> I bought two Seagate 'FreeAgent' external hard drives (500GB) at
> separate times. I mistakenly bought two different models - one has
[quoted text clipped - 5 lines]
>
> -GECKO
Firewire comes in 1394a (400 megabits/sec) and 1394b (800 megabits/sec).
I suppose some might perceive that 1394b has more market penetration
on Macintosh systems, than on PCs, but I have seen the odd PC motherboard
that sported a 1394b port. You can also get add-in cards with 1394b.
SATA = 150MB/sec or 300MB/sec, and actual transfers would be platter limited
Firewire = 50MB/sec or 100MB/sec, and actual transfers will be less
USB2 = 60MB/sec theoretical, but practical rates are around 30MB/sec
for enclosures.
Some Firewire 800 benchmarks.
http://www.barefeats.com/note01.html
Various ports compared on Macs.
http://www.barefeats.com/hard70.html
1394a here, is able to do more than USB2.
http://www.tomshardware.com/de/Vergleich-Externe-Festplatten-eSATA,testberichte-
239800-11.html
Where 1394a sometimes falls down, is when drives are daisy chained. (I
used to own two 1394a enclosures and noticed this in testing. There is
a difference between putting a chain of two drives, versus connecting
each drive directly to the computer. The packets are "store and forward",
through the chip inside the drive #1 enclosure.)
computer ----- drive #1 ------ drive #2 (drive #2 is slower, like 20MB/sec)

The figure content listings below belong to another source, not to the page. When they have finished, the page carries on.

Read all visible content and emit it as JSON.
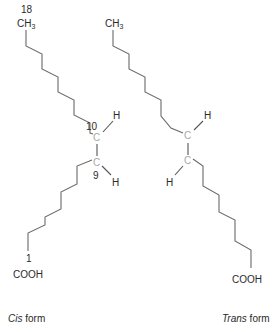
{
  "figure": {
    "type": "chemical-structure-comparison",
    "colors": {
      "bond": "#6a6a6a",
      "double_bond": "#8a8a8a",
      "carbon_label": "#a8a8a8",
      "text": "#2a2a2a",
      "background": "#ffffff"
    }
  },
  "cis": {
    "top_group": "CH",
    "top_group_sub": "3",
    "top_number": "18",
    "upper_carbon_number": "10",
    "lower_carbon_number": "9",
    "carbon_label": "C",
    "upper_h": "H",
    "lower_h": "H",
    "bottom_number": "1",
    "bottom_group": "COOH",
    "caption_italic": "Cis",
    "caption_rest": " form"
  },
  "trans": {
    "top_group": "CH",
    "top_group_sub": "3",
    "carbon_label": "C",
    "upper_h": "H",
    "lower_h": "H",
    "bottom_group": "COOH",
    "caption_italic": "Trans",
    "caption_rest": " form"
  }
}
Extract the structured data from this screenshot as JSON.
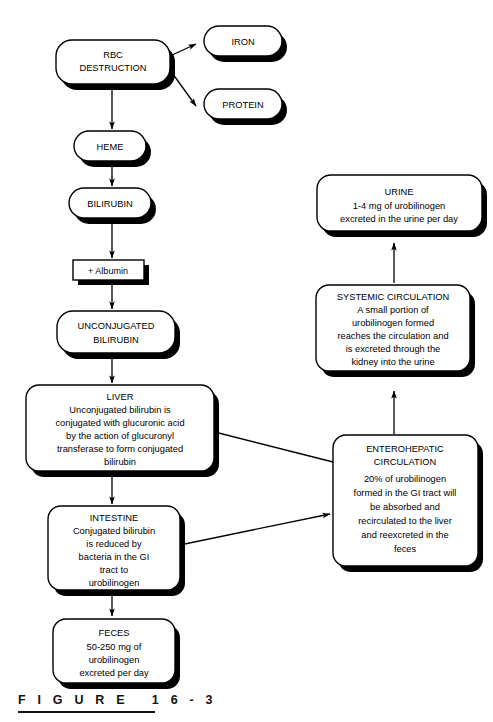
{
  "figure": {
    "caption": "F I G U R E   1 6 - 3",
    "caption_label": "FIGURE 16-3"
  },
  "nodes": {
    "rbc_destruction": {
      "line1": "RBC",
      "line2": "DESTRUCTION"
    },
    "iron": {
      "line1": "IRON"
    },
    "protein": {
      "line1": "PROTEIN"
    },
    "heme": {
      "line1": "HEME"
    },
    "bilirubin": {
      "line1": "BILIRUBIN"
    },
    "albumin": {
      "line1": "+ Albumin"
    },
    "unconjugated_bilirubin": {
      "line1": "UNCONJUGATED",
      "line2": "BILIRUBIN"
    },
    "liver": {
      "title": "LIVER",
      "line1": "Unconjugated bilirubin is",
      "line2": "conjugated with glucuronic acid",
      "line3": "by the action of glucuronyl",
      "line4": "transferase to form conjugated",
      "line5": "bilirubin"
    },
    "intestine": {
      "title": "INTESTINE",
      "line1": "Conjugated bilirubin",
      "line2": "is reduced by",
      "line3": "bacteria in the GI",
      "line4": "tract to",
      "line5": "urobilinogen"
    },
    "feces": {
      "title": "FECES",
      "line1": "50-250 mg of",
      "line2": "urobilinogen",
      "line3": "excreted per day"
    },
    "urine": {
      "title": "URINE",
      "line1": "1-4 mg of urobilinogen",
      "line2": "excreted in the urine per day"
    },
    "systemic_circulation": {
      "title": "SYSTEMIC CIRCULATION",
      "line1": "A small portion of",
      "line2": "urobilinogen formed",
      "line3": "reaches the circulation and",
      "line4": "is excreted through the",
      "line5": "kidney into the urine"
    },
    "enterohepatic_circulation": {
      "title1": "ENTEROHEPATIC",
      "title2": "CIRCULATION",
      "line1": "20% of urobilinogen",
      "line2": "formed in the GI tract will",
      "line3": "be absorbed and",
      "line4": "recirculated to the liver",
      "line5": "and reexcreted in the",
      "line6": "feces"
    }
  },
  "colors": {
    "ink": "#000000",
    "paper": "#ffffff"
  }
}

computer ----- drive #1 (a better config)
----- drive #2
HTH,
Paul
>I bought two Seagate 'FreeAgent' external hard drives (500GB) at
>separate times. I mistakenly bought two different models - one has
[quoted text clipped - 5 lines]
>
>-GECKO
On paper 1394a doesn't seem as fast but in practice it is
often faster than USB2, on PCs as well as MACs.